Investigators have not yet disclosed whether Adam Lanza, the 20-year-old who invaded an elementary school and killed 20 children and six adults, had a mental illness.

The distinction might sound academic — after all, don’t his actions answer the question?

But experts say that not all people who commit horrific crimes like mass shootings necessarily have a major psychiatric diagnosis.

“Some people would say, ‘Well yeah, but wait a minute, if you are capable of picking up a gun and killing 20 children, you are obviously mentally ill,’” said Dr. Harold “Hank” Schwartz, psychiatrist-in-chief at the Institute of Living in Hartford. “To which I can only say, ‘OK, if you want to make that the definition of mental illness you can, but it’s not the definition that currently is in use.’”

Robert Davidson, executive director of the Eastern Regional Mental Health Board, put it this way: “Not everybody who does something crazy is crazy.”

He noted that there was little talk of mental illness after a man killed six people in a shooting at a Sikh temple in Wisconsin in August. That’s in contrast to the man who killed 12 people in a Colorado movie theater that same month, whose behavior had reportedly led a psychiatrist to raise concerns before the shooting.

Some reports about Lanza have included speculation that he had Asperger’s syndrome, a form of autism. But there’s no link between Asperger’s and violence.

Of the mass shootings that took place in the past three decades, about half of the perpetrators would be considered to have a major psychiatric disorder, Schwartz said.

“It is true that in the small number of people who ever are going to commit an act like this, there is a disproportionately large number of people who do carry a psychiatric diagnosis,” Schwartz said. “But we’re talking about a very, very low base rate event” — too low to extrapolate about mental illness in general, he added.

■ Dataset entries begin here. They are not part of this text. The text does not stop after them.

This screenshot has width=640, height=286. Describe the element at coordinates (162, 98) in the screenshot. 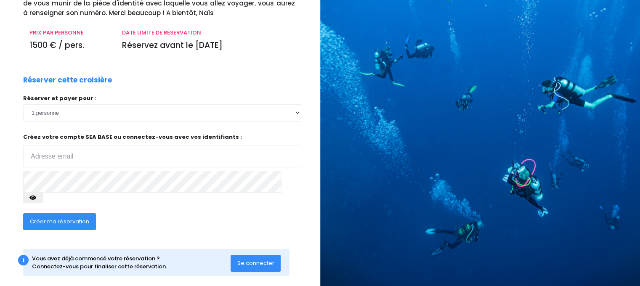

I see `p: Réserver et payer pour :` at that location.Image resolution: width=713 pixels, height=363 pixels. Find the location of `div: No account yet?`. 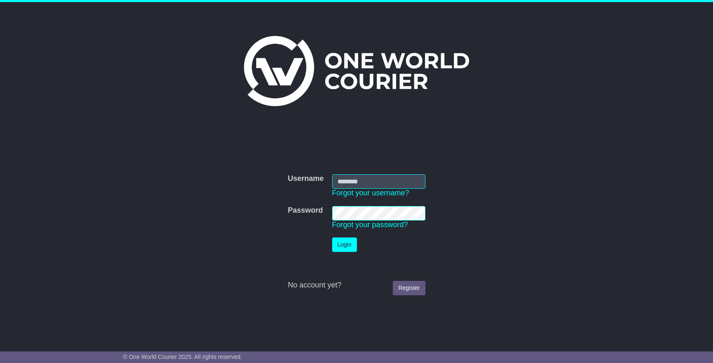

div: No account yet? is located at coordinates (356, 285). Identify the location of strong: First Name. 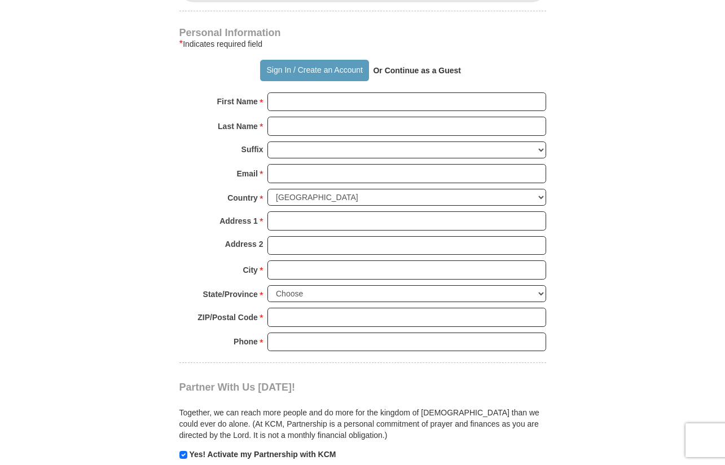
(237, 102).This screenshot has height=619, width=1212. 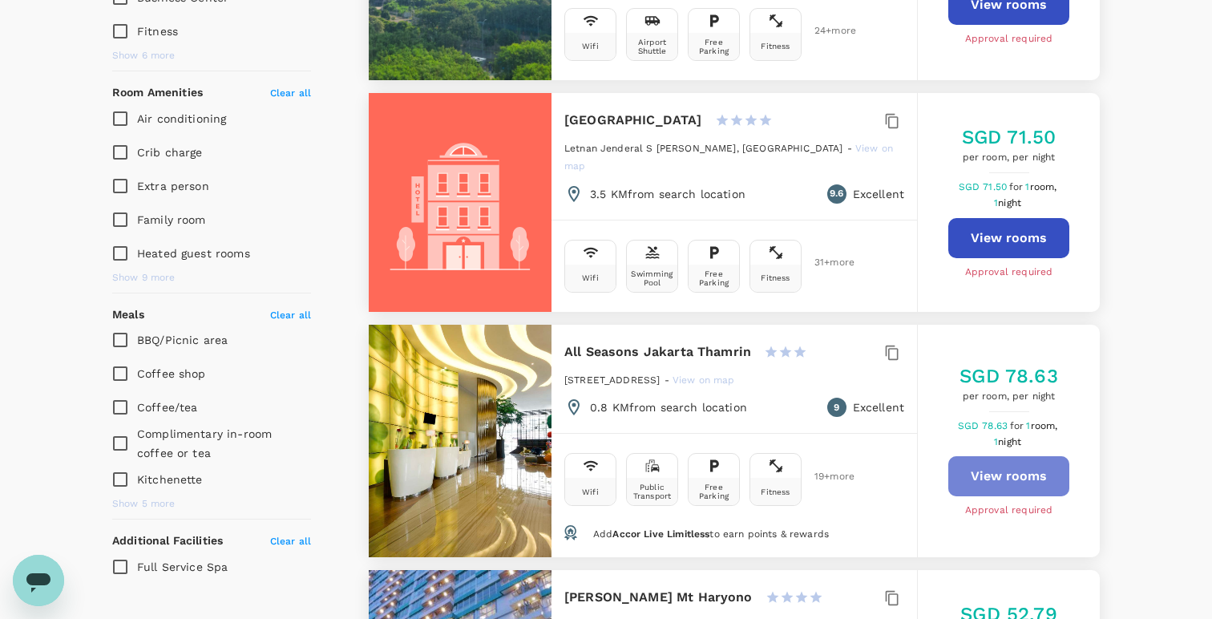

Arielle Levin Becker covered health care for The Connecticut Mirror. She previously worked for The Hartford Courant, most recently as its health reporter, and has also covered small towns, courts and education in Connecticut and New Jersey. She was a finalist in 2009 for the prestigious Livingston Award for Young Journalists, a recipient of a Knight Science Journalism Fellowship and the third-place winner in 2013 for an in-depth piece on caregivers from the National Association of Health Journalists. She is a 2004 graduate of Yale University.